The great Matt Taibbi follows Fred Thompson on the trail and finds incoherent answers matched up with reporters who, shrugging, report them as wisdom.

I spot Carl Cameron, the right-wing hatchet man for Fox News. Cameron is whaling on Thompson, doing a mocking impersonation of the candidate's "Security, Unity, Prosperity" campaign shtick.

"We're, uh, gonna be yoo-nited bah owre yoo-nity!" Cameron cracks.

A crowd of reporters doubles over in laughter. Then they get in their vehicles and chase after Thompson to the next event, so they can feverishly record those same hackneyed lines again and again for posterity.
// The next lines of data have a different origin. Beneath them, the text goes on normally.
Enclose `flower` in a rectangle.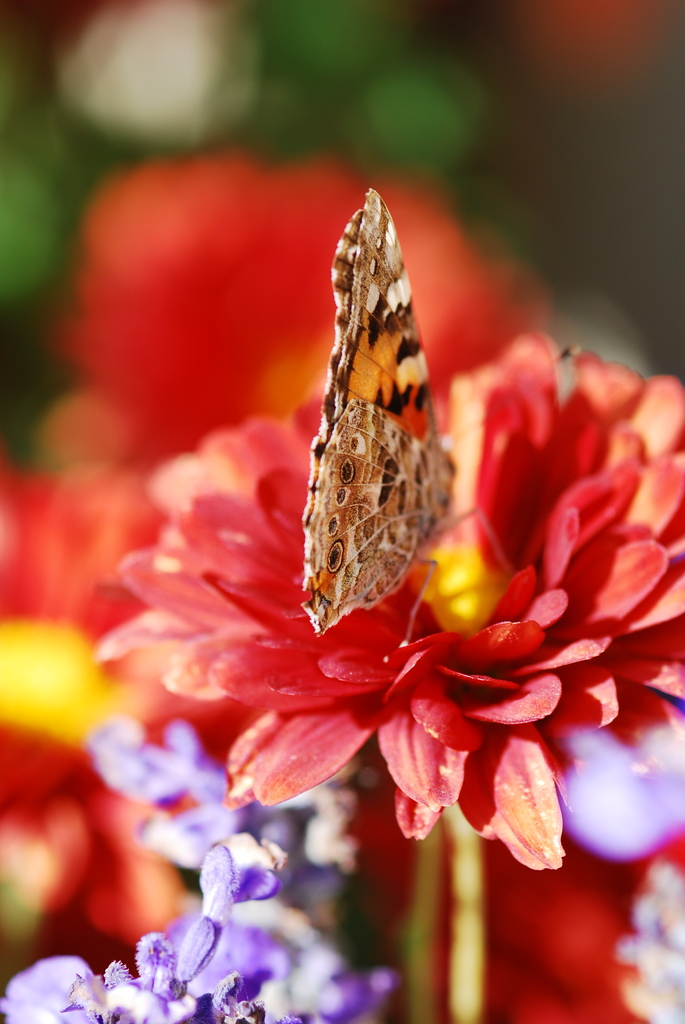
bbox(79, 705, 308, 884).
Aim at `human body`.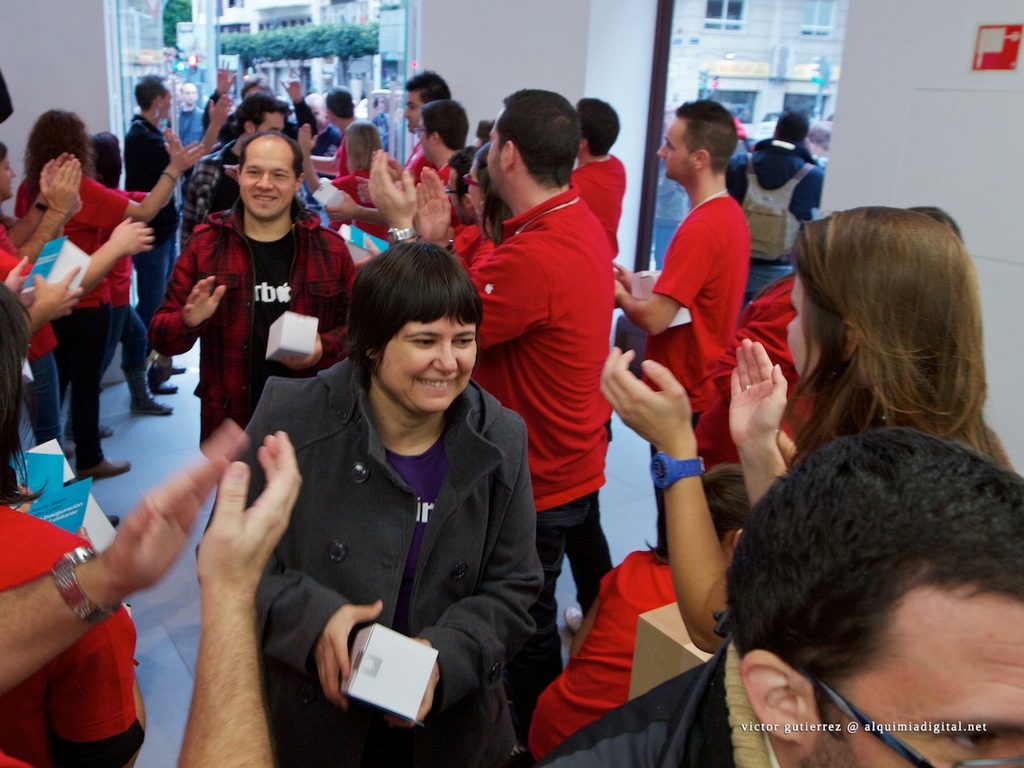
Aimed at left=73, top=186, right=179, bottom=436.
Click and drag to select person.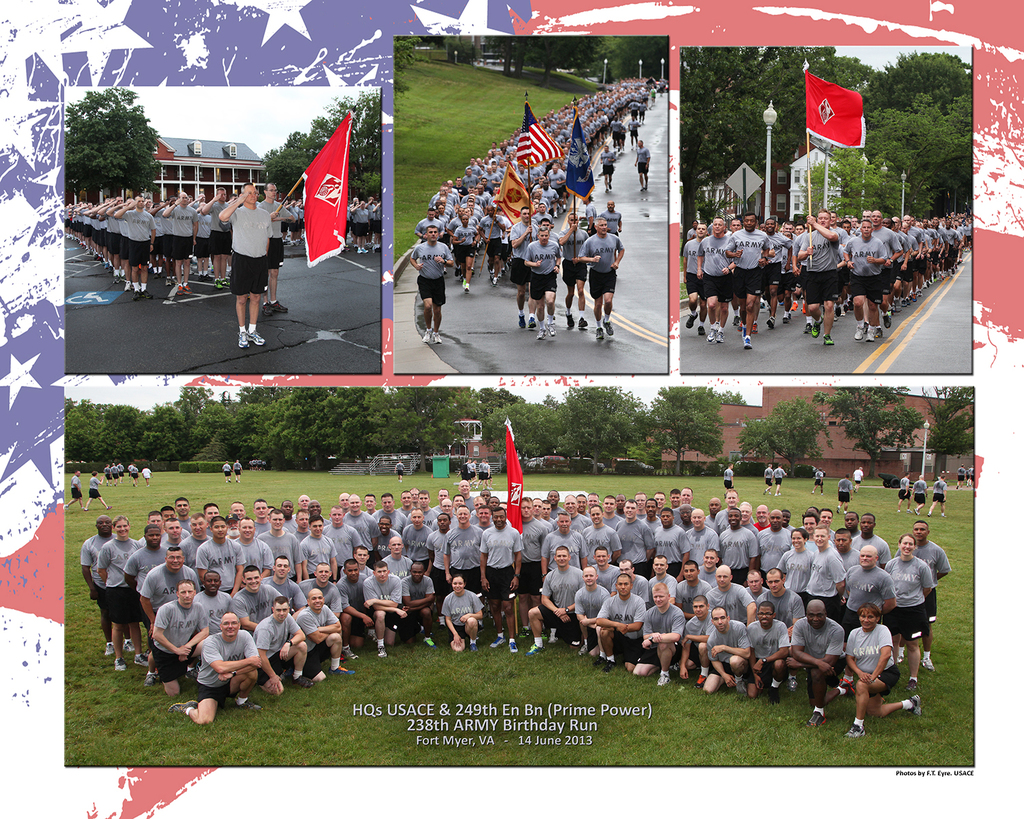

They'll laugh in private, but they'll be repeating that shit on air with a straight face for the next 400 days.

James Pindell reports that Ron Paul's family was having some fun on the trail with Rudy Giuliani's oddball cell phone addiction.

While introducing his father, Rand Paul, a Kentucky physician, pretended to take a phone call.

"Oh Rudy Giuliani, how are you," Paul joked. "Oh what's that? You don't have any members of your family who want to campaign for you and you want to borrow ours?"

And from the comments on the Friday thread, here is a disturbing yet compelling video for Roy Shivers' song "Ron Paul 2008," a litany of insults and calumnies against the other candidates.

It seems weird that he couldn't find any images or video for the Fred Thompson part.